These transports may seem peculiarly Anglo-Saxon, but there is no shortage of more prosaic equivalents on the continent. For Germany's leading philosopher, Jürgen Habermas, Europe has found ‘exemplary solutions' for two great issues of the age, ‘governance beyond the nation-state' and systems of welfare that ‘serve as a model' to the world. So why not triumph in a third? ‘If Europe has solved two problems of this magnitude, why shouldn't it issue a further challenge: to defend and promote a cosmopolitan order on the basis of international law?'
6
—or, as his compatriot the sociologist Ulrich Beck puts it, ‘Europeanisation means creating a new politics. It means entering as a player into the meta-power game, into the struggle to form the rules of a new global order. The catchphrase for the future might be: Move over America—Europe is back'.
7
Over in France, Marcel Gauchet, theorist of democracy and an editor of the country's central journal of ideas,
Le Débat
, explains that ‘we may be allowed to
think that the formula the Europeans have pioneered is destined eventually to serve as a model for the nations of the world. That lies in its genetic programme'.
8

1

Self-satisfaction is, of course, scarcely unfamiliar in Europe. But the contemporary mood is something different: an apparently illimitable narcissism, in which the reflection in the water transfigures the future of the planet into the image of the beholder. What explains this degree of political vanity? Obviously, the landscape of the continent has altered in recent years, and its role in the world has grown. Real changes can give rise to surreal dreams, but they need to be calibrated properly, to see what the connexions or lack of them might be. A decade ago, three great imponderables lay ahead: the advent of monetary union, as designed at Maastricht; the return of Germany to regional preponderance, with reunification; and the expansion of the EU into Eastern Europe. The outcome of each remained
ex ante
indeterminate. How far have they been clarified since?

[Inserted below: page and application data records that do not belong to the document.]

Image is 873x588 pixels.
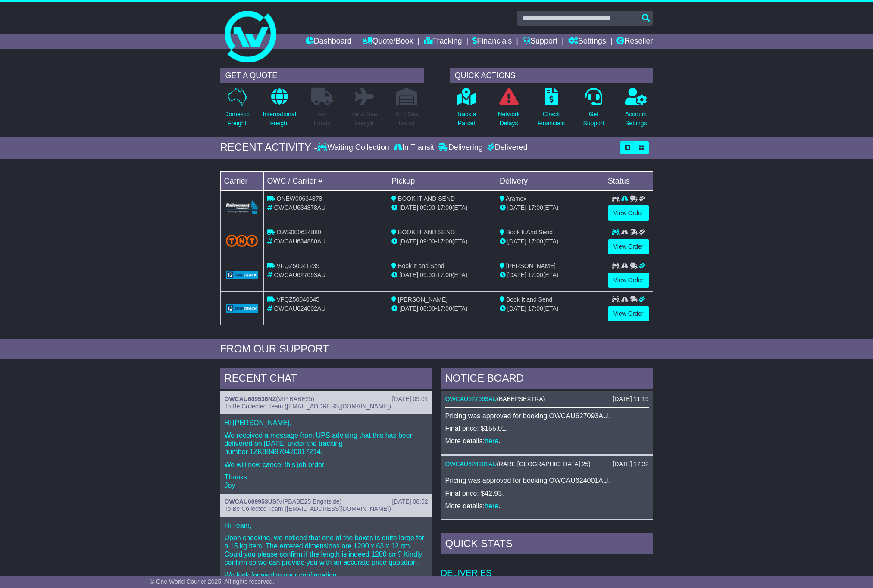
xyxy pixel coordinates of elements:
span: [DATE] [507,305,527,312]
div: ( ) [224,498,428,506]
a: NetworkDelays [497,88,520,133]
a: here [484,503,499,510]
span: [DATE] [400,305,418,312]
span: RARE [GEOGRAPHIC_DATA] 25 [499,461,588,468]
span: 17:00 [438,272,452,278]
a: AccountSettings [625,88,648,133]
span: VFQZ50041239 [276,262,319,270]
span: [DATE] [507,204,527,211]
div: FROM OUR SUPPORT [221,343,653,356]
a: Reseller [617,34,653,49]
img: GetCarrierServiceLogo [226,304,259,313]
div: ( ) [446,396,649,403]
p: Check Financials [538,110,565,128]
a: OWCAU609953US [224,498,277,505]
div: In Transit [392,143,436,152]
a: InternationalFreight [262,88,296,133]
p: International Freight [263,110,296,128]
span: Aramex [506,195,527,202]
td: Delivery [496,172,604,191]
p: More details: . [446,502,649,510]
div: - (ETA) [392,304,493,313]
p: Thanks, Joy [224,473,428,489]
span: ONEW00634878 [276,195,322,202]
div: (ETA) [500,304,601,313]
span: OWCAU627093AU [274,272,325,278]
span: To Be Collected Team ([EMAIL_ADDRESS][DOMAIN_NAME]) [224,506,391,512]
p: Network Delays [498,110,519,128]
p: More details: . [446,437,649,445]
p: Pricing was approved for booking OWCAU627093AU. [446,412,649,420]
span: [PERSON_NAME] [506,262,556,270]
span: [DATE] [400,238,418,245]
span: 17:00 [528,272,543,278]
div: ( ) [446,461,649,468]
p: Domestic Freight [224,110,250,128]
div: - (ETA) [392,237,493,246]
span: 17:00 [438,238,452,245]
p: Final price: $42.93. [446,489,649,497]
span: OWS000634880 [276,229,321,236]
div: (ETA) [500,237,601,246]
a: Dashboard [306,34,352,49]
td: Deliveries [441,557,653,579]
span: [PERSON_NAME] [398,296,448,303]
a: CheckFinancials [537,88,565,133]
span: VIP BABE25 [278,396,312,402]
p: Upon checking, we noticed that one of the boxes is quite large for a 15 kg item. The entered dime... [224,534,428,567]
div: NOTICE BOARD [441,368,653,391]
p: We will now cancel this job order. [224,461,428,469]
span: BABEPSEXTRA [499,396,543,402]
div: Delivered [485,143,528,152]
span: [DATE] [400,204,418,211]
td: Pickup [388,172,496,191]
a: View Order [608,206,649,220]
a: View Order [608,307,649,321]
a: DomesticFreight [224,88,250,133]
a: Settings [568,34,606,49]
a: GetSupport [582,88,605,133]
p: Pricing was approved for booking OWCAU624001AU. [446,477,649,485]
span: 17:00 [528,305,543,312]
span: To Be Collected Team ([EMAIL_ADDRESS][DOMAIN_NAME]) [224,403,391,410]
div: [DATE] 09:01 [392,396,428,403]
a: OWCAU627093AU [446,396,497,402]
a: here [484,437,499,445]
a: Support [523,34,558,49]
a: OWCAU624001AU [446,461,497,468]
div: - (ETA) [392,271,493,280]
p: Full Loads [311,110,333,128]
a: Tracking [424,34,462,49]
span: 17:00 [438,305,452,312]
div: - (ETA) [392,203,493,212]
td: Carrier [221,172,264,191]
span: OWCAU624002AU [274,305,325,312]
span: BOOK IT AND SEND [398,229,455,236]
td: Status [604,172,653,191]
a: Track aParcel [456,88,477,133]
p: Hi Team, [224,521,428,529]
img: TNT_Domestic.png [226,235,259,246]
img: GetCarrierServiceLogo [226,271,259,279]
div: [DATE] 11:19 [613,396,649,403]
span: VIPBABE25 Brightside [279,498,340,505]
div: Quick Stats [441,534,653,557]
div: Delivering [436,143,485,152]
span: © One World Courier 2025. All rights reserved. [150,578,275,585]
span: 08:00 [420,305,435,312]
a: View Order [608,239,649,254]
span: Book It and Send [398,262,444,270]
div: ( ) [224,396,428,403]
div: RECENT CHAT [221,368,432,391]
p: Final price: $155.01. [446,425,649,433]
span: OWCAU634880AU [274,238,325,245]
div: RECENT ACTIVITY - [221,141,318,154]
span: 09:00 [420,204,435,211]
span: Book It and Send [506,296,553,303]
a: Financials [473,34,512,49]
p: Get Support [583,110,604,128]
p: Air & Sea Freight [352,110,377,128]
td: OWC / Carrier # [264,172,388,191]
p: Hi [PERSON_NAME], [224,419,428,427]
span: VFQZ50040645 [276,296,319,303]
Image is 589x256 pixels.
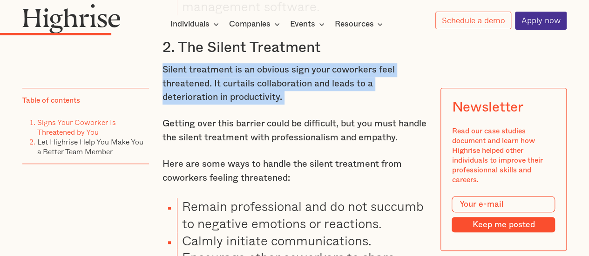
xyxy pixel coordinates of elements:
li: Remain professional and do not succumb to negative emotions or reactions. [177,198,426,233]
li: Calmly initiate communications. [177,233,426,250]
input: Your e-mail [452,196,555,213]
div: Companies [229,19,283,30]
div: Individuals [170,19,222,30]
div: Events [290,19,315,30]
div: Resources [334,19,385,30]
div: Companies [229,19,270,30]
a: Signs Your Coworker Is Threatened by You [37,117,116,138]
div: Read our case studies document and learn how Highrise helped other individuals to improve their p... [452,127,555,185]
img: Highrise logo [22,4,121,34]
p: Getting over this barrier could be difficult, but you must handle the silent treatment with profe... [162,117,427,145]
div: Table of contents [22,96,80,106]
div: Resources [334,19,373,30]
a: Schedule a demo [435,12,511,30]
form: Modal Form [452,196,555,233]
div: Individuals [170,19,209,30]
a: Apply now [515,12,567,30]
div: Events [290,19,327,30]
p: Silent treatment is an obvious sign your coworkers feel threatened. It curtails collaboration and... [162,63,427,105]
input: Keep me posted [452,217,555,233]
p: Here are some ways to handle the silent treatment from coworkers feeling threatened: [162,158,427,185]
a: Let Highrise Help You Make You a Better Team Member [37,136,143,157]
h3: 2. The Silent Treatment [162,39,427,57]
div: Newsletter [452,100,523,115]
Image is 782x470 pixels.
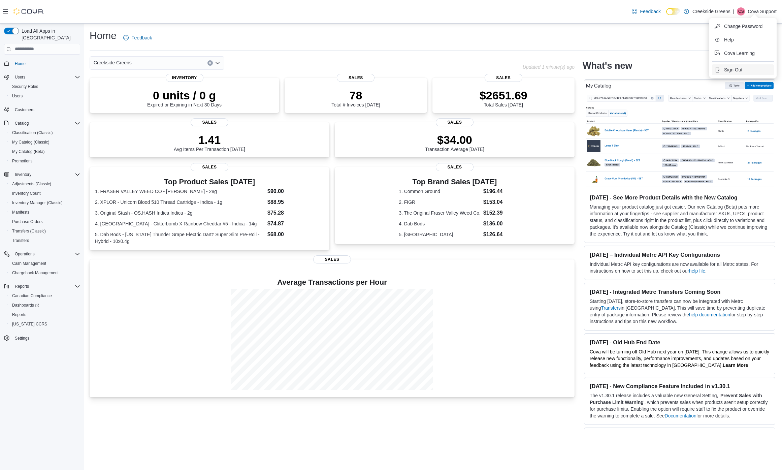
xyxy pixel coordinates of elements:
[9,148,80,156] span: My Catalog (Beta)
[425,133,484,152] div: Transaction Average [DATE]
[12,73,80,81] span: Users
[12,130,53,135] span: Classification (Classic)
[480,89,527,107] div: Total Sales [DATE]
[95,231,265,245] dt: 5. Dab Bods - [US_STATE] Thunder Grape Electric Dartz Super Slim Pre-Roll - Hybrid - 10x0.4g
[723,362,748,368] a: Learn More
[7,147,83,156] button: My Catalog (Beta)
[7,207,83,217] button: Manifests
[1,72,83,82] button: Users
[12,219,43,224] span: Purchase Orders
[191,118,228,126] span: Sales
[331,89,380,102] p: 78
[436,163,474,171] span: Sales
[12,312,26,317] span: Reports
[399,231,481,238] dt: 5. [GEOGRAPHIC_DATA]
[267,220,324,228] dd: $74.87
[4,56,80,360] nav: Complex example
[7,226,83,236] button: Transfers (Classic)
[9,129,80,137] span: Classification (Classic)
[399,199,481,205] dt: 2. FIGR
[693,7,731,15] p: Creekside Greens
[590,349,769,368] span: Cova will be turning off Old Hub next year on [DATE]. This change allows us to quickly release ne...
[12,181,51,187] span: Adjustments (Classic)
[480,89,527,102] p: $2651.69
[7,310,83,319] button: Reports
[9,199,80,207] span: Inventory Manager (Classic)
[399,210,481,216] dt: 3. The Original Fraser Valley Weed Co.
[12,293,52,298] span: Canadian Compliance
[121,31,155,44] a: Feedback
[590,261,770,274] p: Individual Metrc API key configurations are now available for all Metrc states. For instructions ...
[9,83,41,91] a: Security Roles
[9,320,50,328] a: [US_STATE] CCRS
[583,60,632,71] h2: What's new
[331,89,380,107] div: Total # Invoices [DATE]
[19,28,80,41] span: Load All Apps in [GEOGRAPHIC_DATA]
[12,321,47,327] span: [US_STATE] CCRS
[12,270,59,276] span: Chargeback Management
[147,89,222,102] p: 0 units / 0 g
[1,249,83,259] button: Operations
[267,209,324,217] dd: $75.28
[483,209,511,217] dd: $152.39
[483,198,511,206] dd: $153.04
[724,23,763,30] span: Change Password
[7,189,83,198] button: Inventory Count
[9,138,52,146] a: My Catalog (Classic)
[7,300,83,310] a: Dashboards
[9,301,80,309] span: Dashboards
[1,170,83,179] button: Inventory
[1,333,83,343] button: Settings
[733,7,735,15] p: |
[590,339,770,346] h3: [DATE] - Old Hub End Date
[601,305,621,311] a: Transfers
[267,187,324,195] dd: $90.00
[9,189,43,197] a: Inventory Count
[12,119,31,127] button: Catalog
[267,230,324,238] dd: $68.00
[12,282,80,290] span: Reports
[7,137,83,147] button: My Catalog (Classic)
[712,21,774,32] button: Change Password
[174,133,245,147] p: 1.41
[1,59,83,68] button: Home
[590,203,770,237] p: Managing your product catalog just got easier. Our new Catalog (Beta) puts more information at yo...
[7,268,83,278] button: Chargeback Management
[9,259,80,267] span: Cash Management
[590,383,770,389] h3: [DATE] - New Compliance Feature Included in v1.30.1
[7,236,83,245] button: Transfers
[9,138,80,146] span: My Catalog (Classic)
[712,34,774,45] button: Help
[12,250,80,258] span: Operations
[12,106,37,114] a: Customers
[337,74,375,82] span: Sales
[1,282,83,291] button: Reports
[665,413,697,418] a: Documentation
[9,320,80,328] span: Washington CCRS
[12,84,38,89] span: Security Roles
[12,238,29,243] span: Transfers
[166,74,203,82] span: Inventory
[12,191,41,196] span: Inventory Count
[9,301,42,309] a: Dashboards
[95,210,265,216] dt: 3. Original Stash - OS.HASH Indica Indica - 2g
[9,311,29,319] a: Reports
[590,392,770,419] p: The v1.30.1 release includes a valuable new General Setting, ' ', which prevents sales when produ...
[12,302,39,308] span: Dashboards
[425,133,484,147] p: $34.00
[9,311,80,319] span: Reports
[95,188,265,195] dt: 1. FRASER VALLEY WEED CO - [PERSON_NAME] - 28g
[629,5,663,18] a: Feedback
[7,91,83,101] button: Users
[15,251,35,257] span: Operations
[12,73,28,81] button: Users
[13,8,44,15] img: Cova
[590,288,770,295] h3: [DATE] - Integrated Metrc Transfers Coming Soon
[590,298,770,325] p: Starting [DATE], store-to-store transfers can now be integrated with Metrc using in [GEOGRAPHIC_D...
[12,261,46,266] span: Cash Management
[9,269,80,277] span: Chargeback Management
[12,119,80,127] span: Catalog
[267,198,324,206] dd: $88.95
[724,36,734,43] span: Help
[523,64,575,70] p: Updated 1 minute(s) ago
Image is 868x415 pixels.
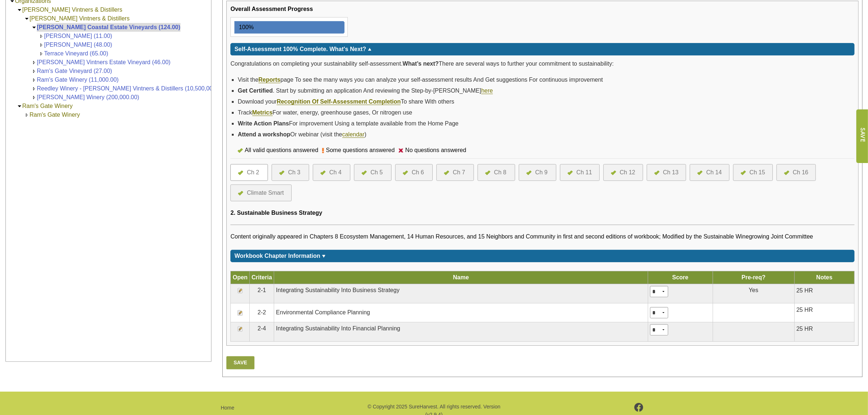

Of its nature, the introduction of a single currency, adopted simultaneously by eleven out of fifteen member-states of the EU on the first day of 1999, marked the most punctual and systematic transformation of the three. It was always reasonable to suppose its effects would be the soonest visible, and most clear-cut. Yet this has proved so only in the most limited technical sense, that the substitution of a dozen monies by one (Greece joined in 2002) was handled extremely smoothly, without glitch or mishap: an administrative
tour de force
. Otherwise, contrary to general expectations, the net upshot of the monetary union that came into force in the Eurozone eight years ago remains inconclusive. The stated purpose of the single currency was to lower transaction costs and increase predictability of returns for business, so unleashing higher investment and faster growth of productivity and output.

But to date the causes have failed to generate the results. The dynamic effects of SEA, the ‘single market act' of 1986, held by most orthodox economists to be an initiative of greater significance than EMU, had already been wildly oversold—the official Cecchini Report estimated it would add between 4.3 and
6.4 percent to the GDP of the Community whereas in reality it yielded gains of little over 1 per cent. So far, the pay-off for EMU has been even more disappointing. Far from picking up, growth in the Eurozone initially slowed down, from an average of 2.4 per cent in the five years before monetary union, to 2.1 in the first five years after it. Even with the modest acceleration of 2004–7, it remains below the level of the eighties. In 2000, on the heels of the single currency, the Lisbon summit promised to create within ten years ‘the most competitive and dynamic knowledge-based economy in the world'. In the event, the EU has so far recorded a growth rate well below that of the US, and lagged far behind China. Caught between the scientific and technological magnetism of America, where two-fifths of all scientists—some 400,000—are now EU-born, and the cheap labour of the PRC, where average wages are twenty times lower, Europe has not had much to show for its bombast.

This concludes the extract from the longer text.